Electronic Health records (EHR) are becoming increasingly popular over the past two decades for systematically storing patients’ records (Adler-Milstein et al., 2017; Meystre et al., 2017). EHR can be of two types: structured on unstructured. Vital signs and demographic records are usually stored in structured EHR while textual reports from patients, caregivers and healthcare institutions can be defined as unstructured EHR’s (Casto & Layman, 2013). The primary objective of EHR’s is to provide quality patient care but the records can also serve purpose of population health management, cost reduction and clinical research (Köpcke & Prokosch, 2014). The human data in clinical research though limited by sample size and scope when augmented with secondary EHR can facilitate increased patient recruitment and access broader range of clinical information for research purposes (Sarwar et al., 2022; Shah & Khan, 2020).

Natural language processing (NLP) is seen to be effective in the analysis of EHR data (Friedman & Hripcsak, 1999; Friedman et al., 2004; Ohno-Machado, 2011), particularly for named entity recognition (NER) in which clinical diagnosis, medications and other responses can be identified (Nadkarni et al., 2011).

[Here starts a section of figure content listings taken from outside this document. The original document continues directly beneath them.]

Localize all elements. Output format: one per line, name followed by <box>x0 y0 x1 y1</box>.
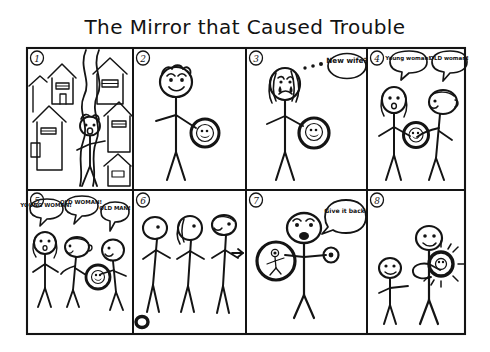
speech-bubble-text: OLD MAN! <box>99 205 131 211</box>
speech-bubble-text: Give it back! <box>324 207 367 214</box>
panel-number-label: 4 <box>373 54 380 64</box>
comic-title: The Mirror that Caused Trouble <box>83 15 405 39</box>
panel-grid <box>27 48 465 334</box>
panel-number-label: 7 <box>253 196 259 206</box>
comic-page: The Mirror that Caused Trouble 1 <box>0 0 490 352</box>
panel-number-label: 1 <box>34 54 40 64</box>
comic-illustration: The Mirror that Caused Trouble 1 <box>0 0 490 352</box>
thought-bubble-text: New wife? <box>326 56 367 65</box>
speech-bubble-text: OLD WOMAN! <box>60 199 102 205</box>
panel-number-label: 2 <box>139 54 146 64</box>
panel-number-label: 3 <box>253 54 259 64</box>
panel-number-label: 8 <box>374 196 380 206</box>
speech-bubble-text: OLD woman! <box>429 55 468 61</box>
panel-number-label: 6 <box>140 196 146 206</box>
speech-bubble-text: Young woman! <box>384 55 431 62</box>
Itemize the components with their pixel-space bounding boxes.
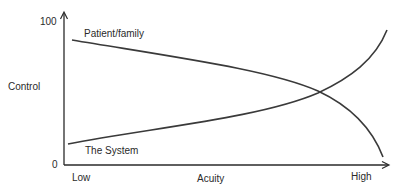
x-axis-label: Acuity xyxy=(197,174,224,184)
y-tick-100: 100 xyxy=(40,17,57,27)
series-patient-family-line xyxy=(72,40,383,157)
x-tick-high: High xyxy=(351,172,372,182)
series-label-patient-family: Patient/family xyxy=(84,29,144,39)
y-axis-label: Control xyxy=(8,82,40,92)
y-tick-0: 0 xyxy=(52,160,58,170)
series-label-the-system: The System xyxy=(85,146,138,156)
chart-canvas xyxy=(0,0,399,193)
x-tick-low: Low xyxy=(72,173,90,183)
control-vs-acuity-chart: 100 0 Control Low Acuity High Patient/fa… xyxy=(0,0,399,193)
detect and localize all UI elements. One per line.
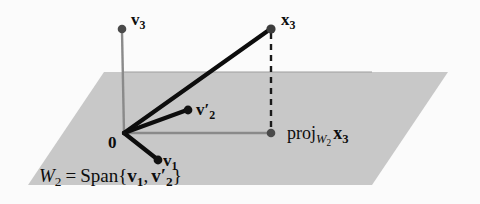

For clinical named entity recognition, dictionary and rule based are traditional approaches. The performance of dictionary-based method depends on the size and the vocabulary defined (Akhondi et al., 2015). In rule-based approach, rules are defined built on the textual outlines. The limitations of these approach are they suffer from out of vocabulary words, that usually occurs in medical domain.

Deep learning approach have helped to overcome these traditional approaches as they can discover hidden features, textual patterns automatically and effectively. Recent advances of various deep learning models applied to Natural Language Processing (NLP) primarily consist of Conditional Random Field (CRF) and Long Short-Term Memory (LSTM). These techniques have demonstrated an enhanced accuracy in biomedical Name Entity Recognition (NER), Relation Extraction (RE) and Question-Answering (QA) in field of bio-medical text mining.

The authors in (Zhu et al., 2018) applied CNN model for biomedical name entity recognition. CNN model was used for feature extraction. But the model did not take into consideration contextual relationship among words in the sentences. In (Korvigo et al., 2018), a combination of CNN and LSTM was proposed to categorize chemical entities. In (Luo et al., 2017; Ren et al., 2018; Sahu & Anand, 2016; Tong et al., 2018) the authors have made use of LSTM for biomedical named entity recognition. LSTM demonstrates the ability to capture information in sequence of sentences, but it failed to capture the contextual meaning as it worked only in one direction. Bi-directional LSTM models were further proposed (Lyu et al., 2017; Yang et al., 2018) that helped to recognize and categorize data from both directions and extract suitable features to improve contextual information recognition.

CNN demonstrated better speed and quality for changing text into character embeddings when Conditional random fields (CRF) were used as the output model. It was demonstrated that, CNN model was able to obtain better intra-word correlations,whereas LSTM was better at defining the relationship amongwords (Zhai et al., 2018). Two channels and sentence-levelembeddings were integrated into the LSTM-CRF model to from SC-LSTM-CRF (Li & Jiang, 2017). This removed the model’s limitation of losing essential hidden features while allowing the model to utilize contextual information for sentence level embeddings for improved performance.

However, there are challenges in applying these methods due to disparity in word distributions between general and biomedical dataset. The keylimitation in traditional NLP algorithms is lack of contextual meaning with linguistic constructs spread across sentences or words distant from each other. This complex task of mapping contextual meaning with linguistic constructs is complex and crucial in HER data-analysis (Groves et al., 2016; Hripcsak & Albers, 2012).

The limitation discussed above was overcome by BERT, by introducing bi-directionality. Due to the use of bi-directional transformer encodings BERT helped to establish context in a sentence by understanding the meaning of unclear or vague language in text.